Staff shortages are more apparent in low-skill sectors. Some employers say this is at least partly due to unattractive working conditions, including low pay. Italy, which has sluggish economic growth, is the only country in the 38-nation Organisation of Economic Cooperation and Development (OECD) where inflation-adjusted wages have declined in the last 30 years. Carlo Massoletti, head of the Brescia chapter of retail lobby Confcommercio, said companies there were losing about 20% of potential turnover for lack of personnel, adding that kitchen staff, waiters and hotel maids were among the tougher roles to fill.
Meloni affirmed her right-wing credentials in September when she attended a summit in Budapest hosted by the Hungarian Prime Minister Viktor Orban, a longtime political ally, and declared: “We live in an era where everything that defines us is under attack.” She said Italy and Europe’s demographic problems would be best addressed by lifting national birth rates, but acknowledged that a quota of legal migration could make a “positive contribution” to economies.

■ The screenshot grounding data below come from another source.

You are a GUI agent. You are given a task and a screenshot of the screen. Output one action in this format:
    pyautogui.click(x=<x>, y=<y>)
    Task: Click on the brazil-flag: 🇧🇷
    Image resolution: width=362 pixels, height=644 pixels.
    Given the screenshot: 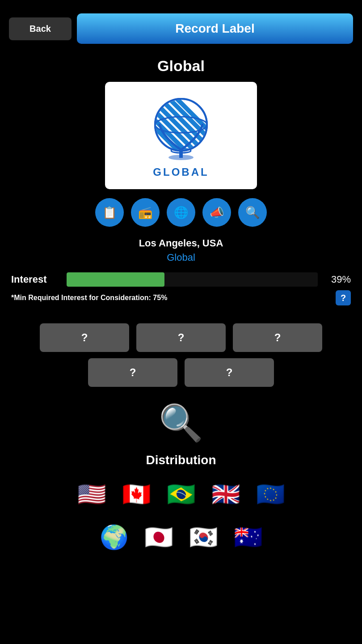 What is the action you would take?
    pyautogui.click(x=181, y=494)
    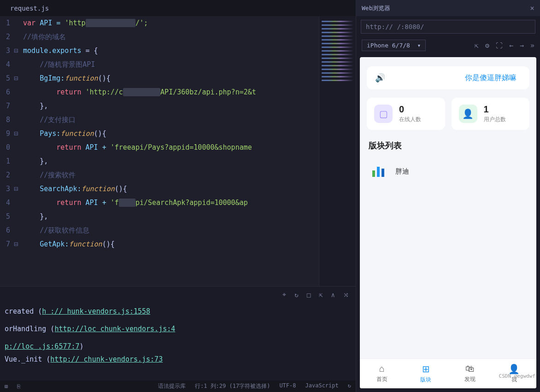 The width and height of the screenshot is (540, 392). I want to click on forward-icon: →, so click(522, 46).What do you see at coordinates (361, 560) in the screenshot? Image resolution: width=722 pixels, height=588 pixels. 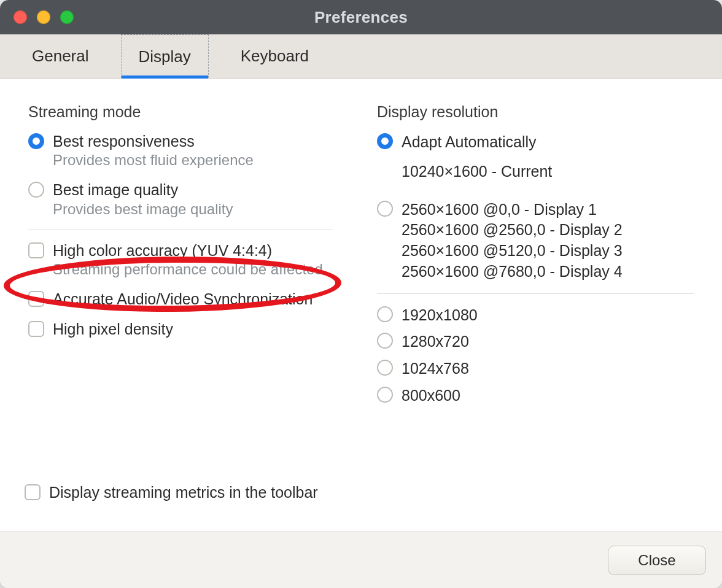 I see `footer: Close` at bounding box center [361, 560].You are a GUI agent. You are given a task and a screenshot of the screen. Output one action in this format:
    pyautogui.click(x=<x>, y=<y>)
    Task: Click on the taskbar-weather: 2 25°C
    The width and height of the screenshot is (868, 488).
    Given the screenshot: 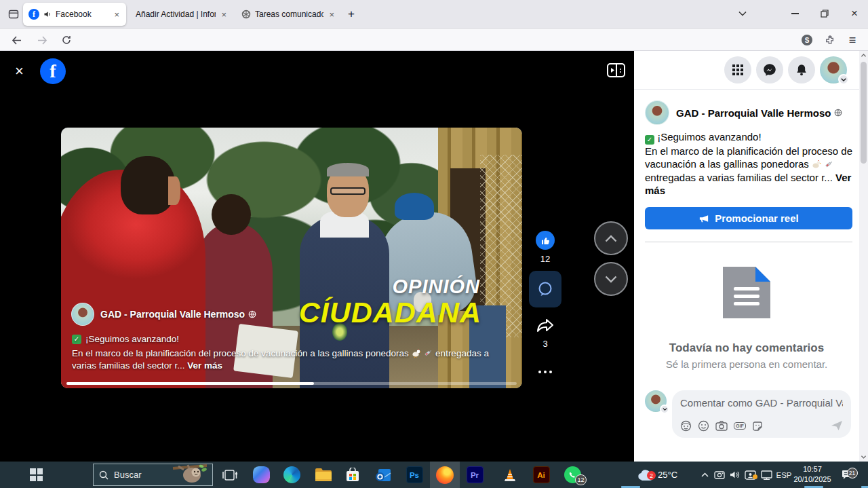 What is the action you would take?
    pyautogui.click(x=658, y=475)
    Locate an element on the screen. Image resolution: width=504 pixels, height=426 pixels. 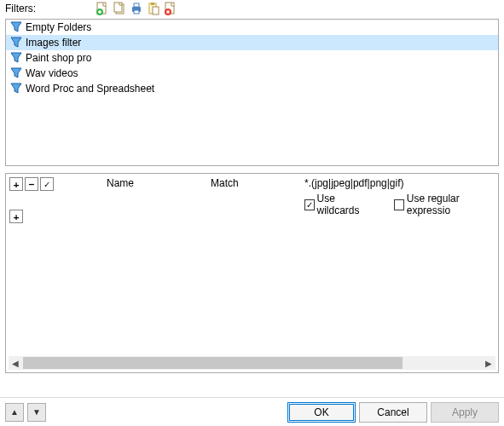
filter-item-label: Empty Folders is located at coordinates (58, 27).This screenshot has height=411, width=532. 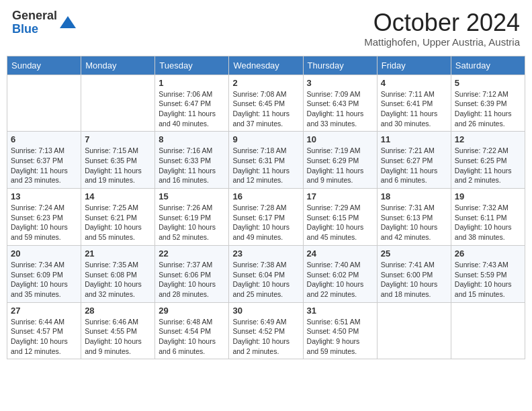 What do you see at coordinates (192, 337) in the screenshot?
I see `day-info: Sunrise: 6:48 AM Sunset: 4:54 PM Dayligh…` at bounding box center [192, 337].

Her twin track on immigration isn’t hard enough for some of her government allies. “The priority is closing the inflow,” Deputy Prime Minister Matteo Salvini, leader of the co-ruling League party and a longstanding hawk on immigration, said on Nov. 28.

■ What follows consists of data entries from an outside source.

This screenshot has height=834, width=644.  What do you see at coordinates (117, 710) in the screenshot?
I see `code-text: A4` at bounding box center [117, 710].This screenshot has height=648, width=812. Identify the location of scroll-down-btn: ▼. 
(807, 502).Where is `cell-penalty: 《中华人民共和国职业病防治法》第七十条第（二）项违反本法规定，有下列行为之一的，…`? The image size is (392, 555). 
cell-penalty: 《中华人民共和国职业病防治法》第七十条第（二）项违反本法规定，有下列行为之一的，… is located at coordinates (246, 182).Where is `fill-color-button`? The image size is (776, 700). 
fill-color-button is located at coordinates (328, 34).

“I am happy to choose from countries of origin some categories of workers,” he added. “But before any further opening, it is necessary to control arrivals.” Francesco Torselli, head of Meloni’s Brothers of Italy party in the Tuscan regional assembly, had decried the recruitment of migrants like Koulibaly in Florence by regional transport company Autolinee Toscane as “nothing short of scandalous”. “Why raise drivers’ salaries when you can hire immigrants and — perhaps — pay them even less???” he posted on Instagram when the scheme was launched in October last year. “Here is Autolinee Toscane’s ‘solution’ to the problem of the lack of bus drivers in Tuscany... I’m shocked, what about you?” Autolinee Toscane denies discriminating between Italian and foreign workers and offering lower wages to migrants. Koulibaly himself isn’t fazed.
Until recently, he had lived in a migrant reception centre, despite having been granted a residence permit, because he struggled to find affordable housing in Florence. He sees the job as a chance to pursue his own Italian dream, and hopes other newcomers will follow his lead. “I am doing this job for myself, for my family and also for all the migrants that are in Italy, because a lot of people think that we are all bad and that there are some jobs we cannot do, and that’s not true,” he said.